What is ludicrous is to think that all first time voters are not only decided but have decided based upon such deep stable principles that there first voting decision will be for the same party as all their future ones (this is the absurd reality required for your claim that no significant numbers of undecided voters exist.
i'm not saying the decision is based on well reasoned moral principles or or that their opinions can't change over time, i'm just saying that on any given election people already know who they're going to vote for, if they vote at all, and campaigns and debates and ads and all the dog-and-pony showmanship that goes on in politics in this country is about getting people to decide to bother to go vote at all, not about trying to actually change anybody's mind as to who they're going to vote for.
 
Can I ask a dumb question?

Say an analysis gives party X 70% chance of winning, while party Y has a 30% chance. Party Y ends up winning.

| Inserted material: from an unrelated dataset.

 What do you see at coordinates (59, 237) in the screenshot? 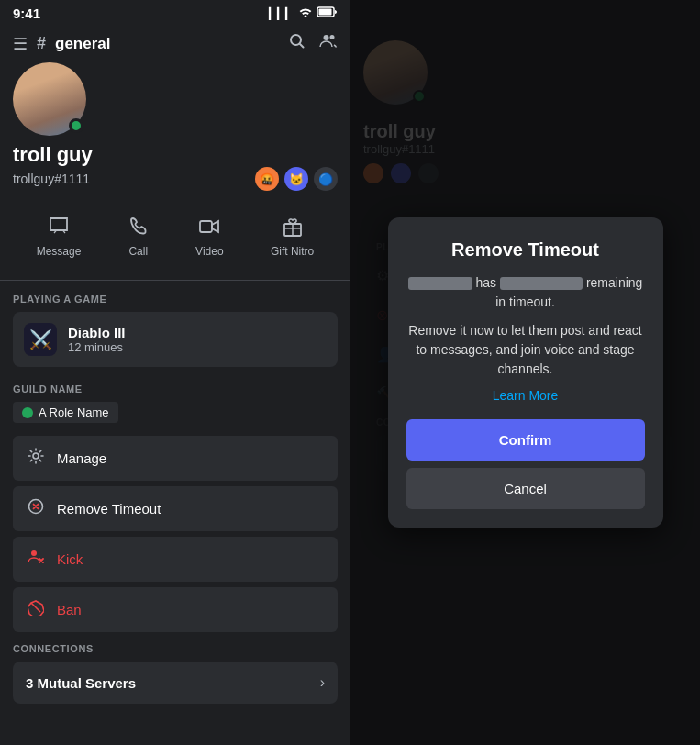
I see `message-button: Message` at bounding box center [59, 237].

How can you tell whether the analysis was wrong or just that Party Y got lucky?
 
Can I ask a dumb question?

Say an analysis gives party X 70% chance of winning, while party Y has a 30% chance. Party Y ends up winning.

How can you tell whether the analysis was wrong or just that Party Y got lucky?
i think that's the real interesting thing about politics and such in this country - it's a lot of supposition and guesswork based on polling, which has always struck me as being a rather dubious way to form any kind of conclusion on what's actually going to happen.

and i totally cop to my views being supposition - it's a model i've constructed that makes the most sense to me, and while i have actively looked for it i have never found any scientific study or research to really say one way or the other if i'm right and elections are about whether people bother to vote at all, or if this whole "undecided" voter thing is a legit claim.
 
The better solution is to vote for the best third party candidates you can find.

Every person that votes either Republican or Democrat votes to maintain the status quo.
i like how you so casually and easily dismiss Rs and Ds as 'not the solution to any of our problems' and yet so glibly pronounce "oh well just vote for the 'best' 3rd part candidate you can find" as if there is any difference between established political bodies and 'independent' political groups.
i don't know whether that's an adorable level of naivete or an offensive amount of condescension.

Nothing will change is people keep voting for Republicans or Democrats.

Your plan is for nothing to change.
 
untermensche, what is your opinion of  Duverger's law?

Sociologist Maurice Duverger proposes that the number of parties is a result of the voting system, that first past the post produces two-party systems.